A friend of mine, now in his eighties, once remarked sadly, "Everything passes. Even Gershwin." The great age of American popular songwriters has gone, and we are left mainly with the witless and the self-indulgent. Arthur Schwartz, Harry Warren, and Burton Lane are, to most, names only, and the jazz-influenced harmonies of these men lie quite beyond the range of most of today's current successes. The music from roughly the Twenties to the Fifties became the bedrock of Sinatra's repertoire, and no one sang it better. As it became classic, so did he.
As the plays of Sophocles did for Aristotle, the classic invites us to make a definitive statement. Sinatra resists this kind of pinning down. In a sense, he is too many things to too many people. Mel Tormé, no slouch himself in Sinatra's artistic territory, called him "the voice of our time." To those of a certain age, Sinatra was simply The Voice. Tony Bennett realized early on in his career that Sinatra had made things difficult for other male pop singers. Once Sinatra had recorded a song, finding an alternate, individual interpretation an audience would accept took a great deal of work. To paraphrase the critic Gene Lees, if you didn't sing it like Sinatra, you sounded as if you were singing it wrong. If Sinatra were only the best male pop singer of his time, that would be something, but, as Clarke points out, Sinatra became central to the culture – even an icon. For a certain generation, he epitomized hip and cool, even though his personal life ran often at violent odds with the image. One can argue that a truly hip and cool guy doesn't punch out or have beaten up people who can't fight back. After the early Sixties, hip and cool moved away from Sinatra toward people like John Lennon, which must have really burned Sinatra up. On the other hand, a lot of high-profile rockers – from Jim Morrison to Elvis Costello – openly admired Sinatra's singing, as well they should.
Clarke's usual virtues (he has written on the pop music business and a bio of Billie Holiday, as well as edited The Penguin Encyclopedia of Popular Music) are abundant. He comes up with individual observations remarkably at the heart of the matter. He takes us on a breathtaking tour of pop music from the beginning of the Twentieth Century and tells us why American pop differs from its European counterpart. Also, without getting dauntingly technical, Clarke puts across what was so extraordinary about Sinatra's singing. In the field of pop (as opposed to jazz), Bing Crosby and Fred Astaire are probably the real revolutionaries. They laid down the ground rules for what to do with a microphone, but neither had Sinatra's impact. Astaire simply never had the pipes, although he had everything else. Crosby wasn't a repertory singer the way Sinatra was. He made a great deal of money even with a great deal of schlock, and he had about twenty good years. Sinatra went on and on, to a great extent revisiting the same songs but with new insight, and touched the culture more palpably. I don't want to give anything away, so you'll have to read Clarke for yourself.
Clarke also refers to Sinatra's messed-up, highly self-destructive personal life, but don't expect a tell-all. Clearly Sinatra's psyche doesn't interest Clarke as much as the answer to why so many of us let Old Blue Eyes act out so often. How Sinatra got inside of us is the grail Clarke pursues. Clarke shows Sinatra at the center of changes in the music business and as a representative of the postwar era. This thread alone is worth the price of the book, and very few people other than Clarke could have pulled it off.
We still need a technical book on Sinatra's singing, one that would benefit not only pop singers, but classically trained singers as well. Sinatra phrased with great acuity of meaning, which means he understood intellectually and emotionally his texts and could find the convincing musical expression of that meaning. Although as he grew older, he could no longer sustain the long lines that had made him famous, he still found ways – much as Mabel Mercer did – to make wonderful music, as in his late, hard-swinging rendition of Kern's "The Way You Look Tonight." His failures mainly had to do with choosing songs far from his style and ideal point of view – essentially urban, emotionally sophisticated, and tinged with jazz. Folk music, however beautiful, was beyond him. His attempts to find new songs, although he had a number of hits, weren't always successful. Even he hated "Strangers in the Night," although (as Clarke points out) this leaves the puzzle of why he recorded it at all. "L. A. Is My Lady" is even worse, and the Cycles, Duets (both volumes), and Trilogy albums (or substantial parts of them) crashed and burned. This to me is the saddest part of Clarke's story. Sinatra regarded himself as a singer of current songs, but with few exceptions current songs weren't right for him. The heart of his music, by the time he stopped performing, was forty to seventy years old. On the other hand, that heart was extraordinarily strong, and no one has yet supplanted Sinatra's musical pre-eminence.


EXERCISE GOAL
Using the listing below, report each line holding the string "Asia".

SUPPLIED INFORMATION
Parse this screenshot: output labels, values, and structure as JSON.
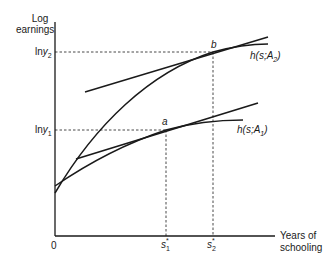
{
  "diagram": {
    "y_axis_label_line1": "Log",
    "y_axis_label_line2": "earnings",
    "x_axis_label_line1": "Years of",
    "x_axis_label_line2": "schooling",
    "origin_label": "0",
    "y_ticks": [
      {
        "id": "lny2",
        "prefix": "ln",
        "var": "y",
        "sub": "2"
      },
      {
        "id": "lny1",
        "prefix": "ln",
        "var": "y",
        "sub": "1"
      }
    ],
    "x_ticks": [
      {
        "id": "s1",
        "var": "s",
        "sup": "*",
        "sub": "1"
      },
      {
        "id": "s2",
        "var": "s",
        "sup": "*",
        "sub": "2"
      }
    ],
    "points": [
      {
        "label": "a"
      },
      {
        "label": "b"
      }
    ],
    "curves": [
      {
        "label_prefix": "h(s;A",
        "label_sub": "2",
        "label_suffix": ")"
      },
      {
        "label_prefix": "h(s;A",
        "label_sub": "1",
        "label_suffix": ")"
      }
    ],
    "colors": {
      "line": "#1a1a1a",
      "background": "#ffffff"
    }
  }
}
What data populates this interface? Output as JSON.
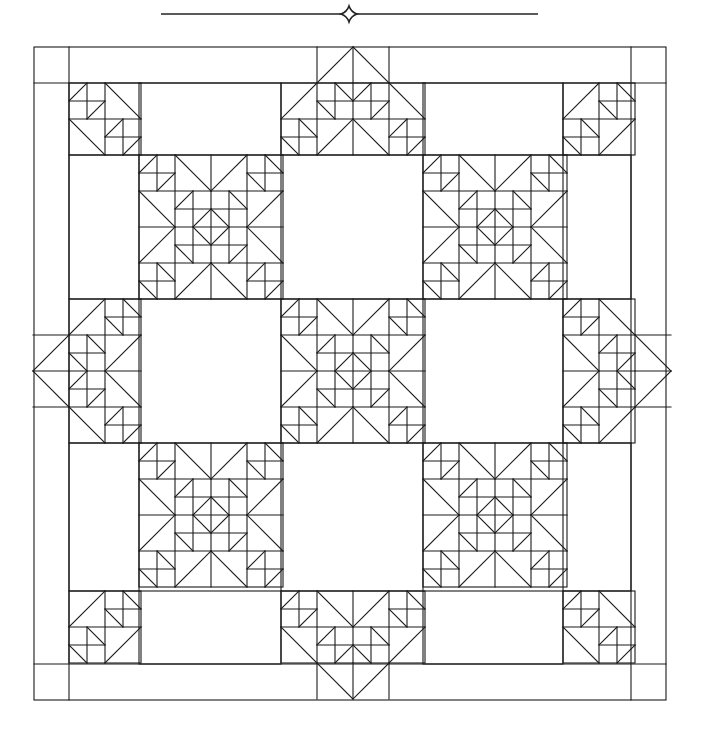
{
  "colors": {
    "line": "#1a1a1a",
    "background": "#ffffff"
  },
  "ornament": {
    "x1": 161,
    "x2": 538,
    "y": 14,
    "cx": 349,
    "size": 8,
    "icon": "four-point-star-icon"
  },
  "frame": {
    "outer": {
      "x": 34,
      "y": 47,
      "w": 632,
      "h": 653
    },
    "inner_v": [
      69,
      631
    ],
    "inner_h": [
      83,
      664
    ]
  },
  "cell": 18,
  "full_blocks": [
    {
      "name": "block-r1-c1",
      "x": 139,
      "y": 155
    },
    {
      "name": "block-r1-c3",
      "x": 423,
      "y": 155
    },
    {
      "name": "block-r2-c2",
      "x": 281,
      "y": 299
    },
    {
      "name": "block-r3-c1",
      "x": 139,
      "y": 443
    },
    {
      "name": "block-r3-c3",
      "x": 423,
      "y": 443
    }
  ],
  "corner_blocks": [
    {
      "name": "corner-top-left",
      "x": 69,
      "y": 83,
      "rot": 0
    },
    {
      "name": "corner-top-right",
      "x": 563,
      "y": 83,
      "rot": 90
    },
    {
      "name": "corner-bottom-right",
      "x": 563,
      "y": 591,
      "rot": 180
    },
    {
      "name": "corner-bottom-left",
      "x": 69,
      "y": 591,
      "rot": 270
    }
  ],
  "edge_blocks": [
    {
      "name": "edge-top",
      "x": 281,
      "y": 83,
      "rot": 0
    },
    {
      "name": "edge-right",
      "x": 563,
      "y": 299,
      "rot": 90
    },
    {
      "name": "edge-bottom",
      "x": 281,
      "y": 591,
      "rot": 180
    },
    {
      "name": "edge-left",
      "x": 69,
      "y": 299,
      "rot": 270
    }
  ],
  "setting_squares": [
    {
      "x": 139,
      "y": 83,
      "w": 142,
      "h": 72
    },
    {
      "x": 423,
      "y": 83,
      "w": 140,
      "h": 72
    },
    {
      "x": 69,
      "y": 155,
      "w": 70,
      "h": 144
    },
    {
      "x": 281,
      "y": 155,
      "w": 142,
      "h": 144
    },
    {
      "x": 563,
      "y": 155,
      "w": 68,
      "h": 144
    },
    {
      "x": 139,
      "y": 299,
      "w": 142,
      "h": 144
    },
    {
      "x": 423,
      "y": 299,
      "w": 140,
      "h": 144
    },
    {
      "x": 69,
      "y": 443,
      "w": 70,
      "h": 148
    },
    {
      "x": 281,
      "y": 443,
      "w": 142,
      "h": 148
    },
    {
      "x": 563,
      "y": 443,
      "w": 68,
      "h": 148
    },
    {
      "x": 139,
      "y": 591,
      "w": 142,
      "h": 73
    },
    {
      "x": 423,
      "y": 591,
      "w": 140,
      "h": 73
    }
  ]
}
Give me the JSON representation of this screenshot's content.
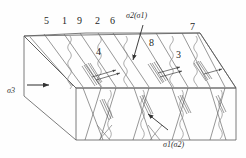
{
  "figure": {
    "type": "3d-block-fracture-diagram",
    "background_color": "#fefefe",
    "line_color": "#555555",
    "text_color": "#2b2b2b"
  },
  "stress_labels": {
    "left": {
      "text": "σ3",
      "sigma": "σ",
      "sub": "3",
      "x": 7,
      "y": 88
    },
    "top": {
      "text": "σ2(σ1)",
      "x": 126,
      "y": 13
    },
    "bottom_right": {
      "text": "σ1(σ2)",
      "x": 163,
      "y": 142
    }
  },
  "feature_numbers": [
    {
      "id": "5",
      "label": "5",
      "x": 44,
      "y": 21
    },
    {
      "id": "1",
      "label": "1",
      "x": 62,
      "y": 21
    },
    {
      "id": "9",
      "label": "9",
      "x": 77,
      "y": 21
    },
    {
      "id": "2",
      "label": "2",
      "x": 95,
      "y": 21
    },
    {
      "id": "6",
      "label": "6",
      "x": 110,
      "y": 21
    },
    {
      "id": "4",
      "label": "4",
      "x": 96,
      "y": 52
    },
    {
      "id": "8",
      "label": "8",
      "x": 149,
      "y": 43
    },
    {
      "id": "7",
      "label": "7",
      "x": 190,
      "y": 27
    },
    {
      "id": "3",
      "label": "3",
      "x": 176,
      "y": 55
    }
  ],
  "annotations": {
    "sigma2_arrow": "arrow pointing down-left into top face",
    "sigma3_arrow": "horizontal arrow pointing right at left face",
    "internal_arrow": "arrow pointing up-left at front face fracture"
  }
}
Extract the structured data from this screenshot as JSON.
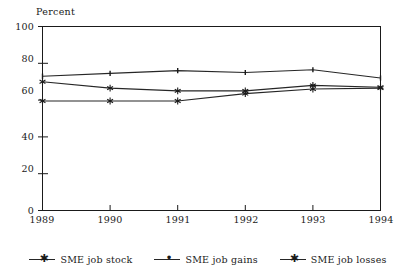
{
  "chart_data": {
    "type": "line",
    "title": "",
    "subtitle": "",
    "xlabel": "",
    "ylabel": "Percent",
    "categories": [
      "1989",
      "1990",
      "1991",
      "1992",
      "1993",
      "1994"
    ],
    "x": [
      1989,
      1990,
      1991,
      1992,
      1993,
      1994
    ],
    "xlim": [
      1989,
      1994
    ],
    "ylim": [
      0,
      100
    ],
    "yticks": [
      0,
      20,
      40,
      60,
      80,
      100
    ],
    "xticks": [
      1989,
      1990,
      1991,
      1992,
      1993,
      1994
    ],
    "grid": false,
    "legend_position": "bottom",
    "series": [
      {
        "name": "SME job stock",
        "marker": "star",
        "color": "#262626",
        "values": [
          70,
          66.5,
          65,
          65,
          68,
          67
        ]
      },
      {
        "name": "SME job gains",
        "marker": "dot",
        "color": "#262626",
        "values": [
          73,
          74.5,
          76,
          75,
          76.5,
          72
        ]
      },
      {
        "name": "SME job losses",
        "marker": "star",
        "color": "#262626",
        "values": [
          59.5,
          59.5,
          59.5,
          63.5,
          66,
          66.5
        ]
      }
    ]
  },
  "axis": {
    "y_title": "Percent",
    "y_tick_labels": [
      "100",
      "80",
      "60",
      "40",
      "20",
      "0"
    ],
    "x_tick_labels": [
      "1989",
      "1990",
      "1991",
      "1992",
      "1993",
      "1994"
    ]
  },
  "legend": {
    "items": [
      {
        "label": "SME job stock",
        "marker_glyph": "✳"
      },
      {
        "label": "SME job gains",
        "marker_glyph": "•"
      },
      {
        "label": "SME job losses",
        "marker_glyph": "✳"
      }
    ]
  },
  "colors": {
    "line": "#262626",
    "axis": "#1a1a1a",
    "background": "#ffffff"
  }
}
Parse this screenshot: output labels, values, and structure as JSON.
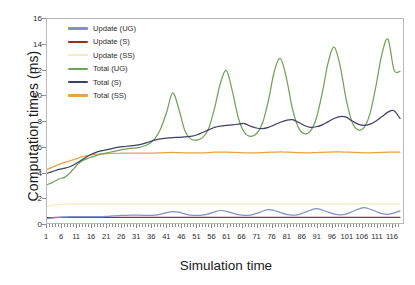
{
  "chart_data": {
    "type": "line",
    "title": "",
    "xlabel": "Simulation time",
    "ylabel": "Computation times (ms)",
    "xlim": [
      1,
      120
    ],
    "ylim": [
      0,
      16
    ],
    "ytick_step": 2,
    "xtick_step": 5,
    "grid": false,
    "legend_position": "top-left",
    "xticks": [
      1,
      6,
      11,
      16,
      21,
      26,
      31,
      36,
      41,
      46,
      51,
      56,
      61,
      66,
      71,
      76,
      81,
      86,
      91,
      96,
      101,
      106,
      111,
      116
    ],
    "yticks": [
      0,
      2,
      4,
      6,
      8,
      10,
      12,
      14,
      16
    ],
    "x": [
      1,
      3,
      5,
      7,
      9,
      11,
      13,
      15,
      17,
      19,
      21,
      23,
      25,
      27,
      29,
      31,
      33,
      35,
      37,
      39,
      41,
      43,
      45,
      47,
      49,
      51,
      53,
      55,
      57,
      59,
      61,
      63,
      65,
      67,
      69,
      71,
      73,
      75,
      77,
      79,
      81,
      83,
      85,
      87,
      89,
      91,
      93,
      95,
      97,
      99,
      101,
      103,
      105,
      107,
      109,
      111,
      113,
      115,
      117,
      119
    ],
    "series": [
      {
        "name": "Update (UG)",
        "color": "#8193c6",
        "values": [
          0.35,
          0.4,
          0.45,
          0.48,
          0.5,
          0.5,
          0.5,
          0.5,
          0.5,
          0.5,
          0.52,
          0.55,
          0.58,
          0.6,
          0.62,
          0.62,
          0.6,
          0.6,
          0.62,
          0.7,
          0.82,
          0.9,
          0.85,
          0.72,
          0.62,
          0.6,
          0.62,
          0.72,
          0.88,
          0.98,
          0.92,
          0.78,
          0.65,
          0.6,
          0.62,
          0.75,
          0.92,
          1.05,
          0.98,
          0.82,
          0.68,
          0.62,
          0.66,
          0.82,
          1.0,
          1.12,
          1.02,
          0.85,
          0.7,
          0.64,
          0.7,
          0.88,
          1.08,
          1.2,
          1.08,
          0.9,
          0.74,
          0.68,
          0.78,
          0.95
        ]
      },
      {
        "name": "Update (S)",
        "color": "#a52a1e",
        "values": [
          0.42,
          0.43,
          0.44,
          0.45,
          0.45,
          0.45,
          0.45,
          0.45,
          0.45,
          0.45,
          0.45,
          0.45,
          0.45,
          0.45,
          0.45,
          0.45,
          0.45,
          0.45,
          0.45,
          0.45,
          0.45,
          0.45,
          0.45,
          0.45,
          0.45,
          0.45,
          0.45,
          0.45,
          0.45,
          0.45,
          0.45,
          0.45,
          0.45,
          0.45,
          0.45,
          0.45,
          0.45,
          0.45,
          0.45,
          0.45,
          0.45,
          0.45,
          0.45,
          0.45,
          0.45,
          0.45,
          0.45,
          0.45,
          0.45,
          0.45,
          0.45,
          0.45,
          0.45,
          0.45,
          0.45,
          0.45,
          0.45,
          0.45,
          0.45,
          0.45
        ]
      },
      {
        "name": "Update (SS)",
        "color": "#eeeebe",
        "values": [
          1.3,
          1.38,
          1.44,
          1.48,
          1.5,
          1.5,
          1.5,
          1.5,
          1.5,
          1.5,
          1.5,
          1.5,
          1.5,
          1.5,
          1.5,
          1.5,
          1.5,
          1.5,
          1.5,
          1.5,
          1.5,
          1.5,
          1.5,
          1.5,
          1.5,
          1.5,
          1.5,
          1.5,
          1.5,
          1.5,
          1.5,
          1.5,
          1.5,
          1.5,
          1.5,
          1.5,
          1.5,
          1.5,
          1.5,
          1.5,
          1.5,
          1.5,
          1.5,
          1.5,
          1.5,
          1.5,
          1.5,
          1.5,
          1.5,
          1.5,
          1.5,
          1.5,
          1.5,
          1.5,
          1.5,
          1.5,
          1.5,
          1.5,
          1.5,
          1.5
        ]
      },
      {
        "name": "Total (UG)",
        "color": "#73a15a",
        "values": [
          3.0,
          3.2,
          3.45,
          3.6,
          4.0,
          4.55,
          4.9,
          5.1,
          5.25,
          5.4,
          5.5,
          5.6,
          5.7,
          5.8,
          5.85,
          5.9,
          6.0,
          6.2,
          6.6,
          7.4,
          8.7,
          10.2,
          9.0,
          7.3,
          6.6,
          6.5,
          6.7,
          7.4,
          9.0,
          11.0,
          11.95,
          10.3,
          8.2,
          7.1,
          6.8,
          7.0,
          7.8,
          9.6,
          11.9,
          12.9,
          11.4,
          9.0,
          7.5,
          7.0,
          7.2,
          8.2,
          10.2,
          12.6,
          13.8,
          12.3,
          9.7,
          7.9,
          7.3,
          7.5,
          8.6,
          10.8,
          13.3,
          14.4,
          12.0,
          11.9
        ]
      },
      {
        "name": "Total (S)",
        "color": "#3f3f61",
        "values": [
          3.9,
          4.05,
          4.2,
          4.3,
          4.45,
          4.7,
          5.0,
          5.3,
          5.5,
          5.65,
          5.75,
          5.85,
          5.95,
          6.0,
          6.05,
          6.1,
          6.2,
          6.35,
          6.5,
          6.6,
          6.65,
          6.7,
          6.72,
          6.75,
          6.8,
          6.9,
          7.1,
          7.3,
          7.5,
          7.6,
          7.65,
          7.7,
          7.75,
          7.8,
          7.6,
          7.45,
          7.4,
          7.5,
          7.7,
          7.9,
          8.05,
          8.1,
          7.9,
          7.65,
          7.5,
          7.55,
          7.7,
          7.95,
          8.2,
          8.35,
          8.3,
          8.0,
          7.75,
          7.65,
          7.75,
          8.0,
          8.35,
          8.7,
          8.8,
          8.2
        ]
      },
      {
        "name": "Total (SS)",
        "color": "#e8a145",
        "values": [
          4.2,
          4.4,
          4.6,
          4.75,
          4.9,
          5.05,
          5.2,
          5.3,
          5.38,
          5.42,
          5.45,
          5.46,
          5.47,
          5.48,
          5.48,
          5.48,
          5.48,
          5.48,
          5.48,
          5.5,
          5.52,
          5.54,
          5.52,
          5.5,
          5.5,
          5.5,
          5.5,
          5.52,
          5.55,
          5.56,
          5.55,
          5.54,
          5.52,
          5.5,
          5.5,
          5.5,
          5.52,
          5.54,
          5.56,
          5.58,
          5.56,
          5.54,
          5.52,
          5.5,
          5.5,
          5.52,
          5.54,
          5.56,
          5.58,
          5.58,
          5.56,
          5.54,
          5.52,
          5.5,
          5.5,
          5.52,
          5.54,
          5.56,
          5.56,
          5.55
        ]
      }
    ]
  }
}
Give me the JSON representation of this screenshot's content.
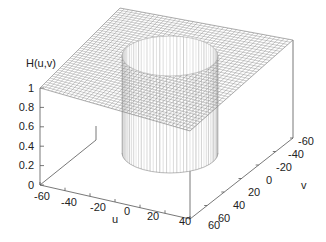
{
  "chart_data": {
    "type": "surface3d",
    "title": "",
    "xlabel": "u",
    "ylabel": "v",
    "zlabel": "H(u,v)",
    "xlim": [
      -60,
      60
    ],
    "ylim": [
      -60,
      60
    ],
    "zlim": [
      0,
      1
    ],
    "x_ticks": [
      "-60",
      "-40",
      "-20",
      "0",
      "20",
      "40",
      "60"
    ],
    "y_ticks": [
      "-60",
      "-40",
      "-20",
      "0",
      "20",
      "40",
      "60"
    ],
    "z_ticks": [
      "0",
      "0.2",
      "0.4",
      "0.6",
      "0.8",
      "1"
    ],
    "surface": {
      "value_outside_cutoff": 1,
      "value_inside_cutoff": 0,
      "cutoff_radius_approx": 30,
      "grid": true
    },
    "grid": false,
    "legend": null
  },
  "labels": {
    "zlabel": "H(u,v)",
    "xlabel": "u",
    "ylabel": "v",
    "z_ticks": [
      "1",
      "0.8",
      "0.6",
      "0.4",
      "0.2",
      "0"
    ],
    "x_ticks": [
      "-60",
      "-40",
      "-20",
      "0",
      "20",
      "40",
      "60"
    ],
    "y_ticks": [
      "-60",
      "-40",
      "-20",
      "0",
      "20",
      "40",
      "60"
    ]
  },
  "colors": {
    "mesh": "#8a8a8a",
    "axis": "#555555",
    "text": "#222222",
    "background": "#ffffff"
  }
}
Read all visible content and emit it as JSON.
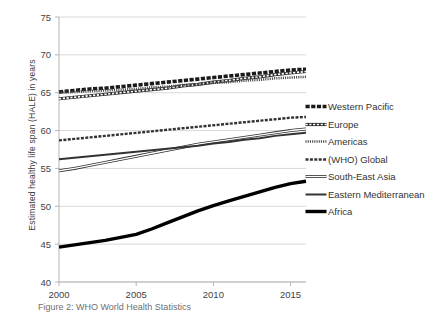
{
  "chart_data": {
    "type": "line",
    "title": "",
    "xlabel": "",
    "ylabel": "Estimated healthy life span (HALE) in years",
    "xlim": [
      2000,
      2016
    ],
    "ylim": [
      40,
      75
    ],
    "yticks": [
      40,
      45,
      50,
      55,
      60,
      65,
      70,
      75
    ],
    "xticks": [
      2000,
      2005,
      2010,
      2015
    ],
    "grid": "horizontal",
    "legend_position": "right",
    "x": [
      2000,
      2001,
      2002,
      2003,
      2004,
      2005,
      2006,
      2007,
      2008,
      2009,
      2010,
      2011,
      2012,
      2013,
      2014,
      2015,
      2016
    ],
    "series": [
      {
        "name": "Western Pacific",
        "style": "thick-dashed-black",
        "color": "#1a1a1a",
        "values": [
          65.1,
          65.3,
          65.5,
          65.6,
          65.8,
          66.0,
          66.2,
          66.4,
          66.6,
          66.8,
          67.0,
          67.2,
          67.4,
          67.6,
          67.8,
          68.0,
          68.1
        ]
      },
      {
        "name": "Europe",
        "style": "hatched-outline",
        "color": "#2b2b2b",
        "values": [
          64.2,
          64.4,
          64.6,
          64.8,
          65.0,
          65.2,
          65.4,
          65.6,
          65.9,
          66.1,
          66.4,
          66.6,
          66.9,
          67.1,
          67.4,
          67.6,
          67.8
        ]
      },
      {
        "name": "Americas",
        "style": "fine-dotted",
        "color": "#4a4a4a",
        "values": [
          65.0,
          65.1,
          65.2,
          65.3,
          65.4,
          65.5,
          65.7,
          65.8,
          66.0,
          66.1,
          66.3,
          66.4,
          66.6,
          66.7,
          66.9,
          67.0,
          67.1
        ]
      },
      {
        "name": "(WHO) Global",
        "style": "dashed-thin",
        "color": "#333333",
        "values": [
          58.7,
          58.9,
          59.1,
          59.3,
          59.5,
          59.7,
          59.9,
          60.1,
          60.3,
          60.5,
          60.7,
          60.9,
          61.1,
          61.3,
          61.5,
          61.7,
          61.8
        ]
      },
      {
        "name": "South-East Asia",
        "style": "open-outline",
        "color": "#2e2e2e",
        "values": [
          54.7,
          55.0,
          55.4,
          55.8,
          56.2,
          56.6,
          57.0,
          57.4,
          57.8,
          58.2,
          58.5,
          58.8,
          59.1,
          59.4,
          59.7,
          60.0,
          60.2
        ]
      },
      {
        "name": "Eastern Mediterranean",
        "style": "solid-medium",
        "color": "#333333",
        "values": [
          56.2,
          56.4,
          56.6,
          56.8,
          57.0,
          57.2,
          57.4,
          57.6,
          57.8,
          58.0,
          58.3,
          58.5,
          58.8,
          59.0,
          59.3,
          59.5,
          59.7
        ]
      },
      {
        "name": "Africa",
        "style": "solid-thick",
        "color": "#000000",
        "values": [
          44.6,
          44.9,
          45.2,
          45.5,
          45.9,
          46.3,
          47.0,
          47.8,
          48.6,
          49.4,
          50.1,
          50.7,
          51.3,
          51.9,
          52.5,
          53.0,
          53.3
        ]
      }
    ]
  },
  "axis": {
    "y_title": "Estimated healthy life span (HALE) in years",
    "y_tick_labels": [
      "75",
      "70",
      "65",
      "60",
      "55",
      "50",
      "45",
      "40"
    ],
    "x_tick_labels": [
      "2000",
      "2005",
      "2010",
      "2015"
    ]
  },
  "legend": {
    "items": [
      {
        "label": "Western Pacific",
        "swatch": "thick-dashed-black"
      },
      {
        "label": "Europe",
        "swatch": "hatched-outline"
      },
      {
        "label": "Americas",
        "swatch": "fine-dotted"
      },
      {
        "label": "(WHO) Global",
        "swatch": "dashed-thin"
      },
      {
        "label": "South-East Asia",
        "swatch": "open-outline"
      },
      {
        "label": "Eastern Mediterranean",
        "swatch": "solid-medium"
      },
      {
        "label": "Africa",
        "swatch": "solid-thick"
      }
    ]
  },
  "caption": {
    "text": "Figure 2: WHO World Health Statistics"
  }
}
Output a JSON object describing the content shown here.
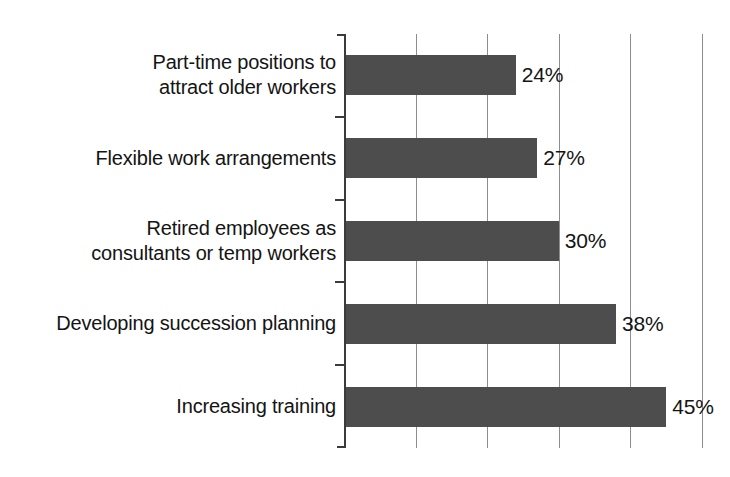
{
  "chart_data": {
    "type": "bar",
    "orientation": "horizontal",
    "title": "",
    "subtitle": "",
    "xlabel": "",
    "ylabel": "",
    "categories": [
      "Part-time positions to\nattract older workers",
      "Flexible work arrangements",
      "Retired employees as\nconsultants or temp workers",
      "Developing succession planning",
      "Increasing training"
    ],
    "values": [
      24,
      27,
      30,
      38,
      45
    ],
    "value_labels": [
      "24%",
      "27%",
      "30%",
      "38%",
      "45%"
    ],
    "xlim": [
      0,
      50
    ],
    "xticks": [
      10,
      20,
      30,
      40,
      50
    ],
    "xtick_labels": [
      "",
      "",
      "",
      "",
      ""
    ],
    "grid": "vertical-only",
    "legend": "none",
    "series": [
      {
        "name": "Percent of employers",
        "values": [
          24,
          27,
          30,
          38,
          45
        ]
      }
    ],
    "colors": {
      "bar": "#4d4d4d",
      "gridline": "#8d8d8d",
      "axis": "#3b3b3b",
      "text": "#141414",
      "background": "#ffffff"
    }
  }
}
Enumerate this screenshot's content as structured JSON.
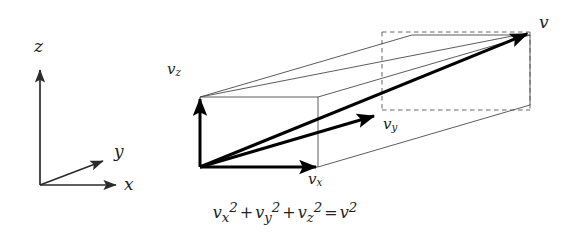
{
  "figure": {
    "caption_equation": "v_x^2 + v_y^2 + v_z^2 = v^2",
    "axes": {
      "z_label": "z",
      "y_label": "y",
      "x_label": "x"
    },
    "vectors": {
      "vz_label_base": "v",
      "vz_label_sub": "z",
      "vx_label_base": "v",
      "vx_label_sub": "x",
      "vy_label_base": "v",
      "vy_label_sub": "y",
      "v_label": "v"
    },
    "equation_parts": {
      "t1_base": "v",
      "t1_sub": "x",
      "t1_sup": "2",
      "plus1": "+",
      "t2_base": "v",
      "t2_sub": "y",
      "t2_sup": "2",
      "plus2": "+",
      "t3_base": "v",
      "t3_sub": "z",
      "t3_sup": "2",
      "equals": "=",
      "t4_base": "v",
      "t4_sup": "2"
    },
    "colors": {
      "background": "#ffffff",
      "stroke_thin": "#4a4a4a",
      "stroke_thick": "#000000",
      "stroke_dashed": "#555555",
      "text": "#222222"
    }
  }
}
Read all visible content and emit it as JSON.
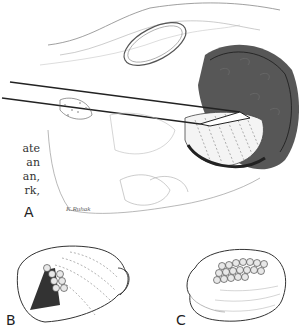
{
  "figure": {
    "caption_fragments": [
      "ate",
      "an",
      "an,",
      "rk,"
    ],
    "panels": [
      {
        "id": "A",
        "label": "A",
        "description": "Surgical retractor/instrument inserted into tissue cavity with dense stippled mass"
      },
      {
        "id": "B",
        "label": "B",
        "description": "Globular structure with dark hatched wedge and stacked circles"
      },
      {
        "id": "C",
        "label": "C",
        "description": "Globular structure with rows of circles across upper portion"
      }
    ],
    "signature": "K.Ruhak",
    "colors": {
      "ink": "#222222",
      "background": "#ffffff"
    }
  }
}
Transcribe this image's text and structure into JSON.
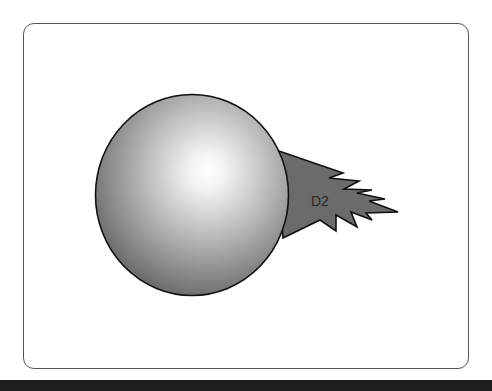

RESPONSE TO THE EXERCISE
        "name": "South-East Asia",
        "label": "South-East Asia",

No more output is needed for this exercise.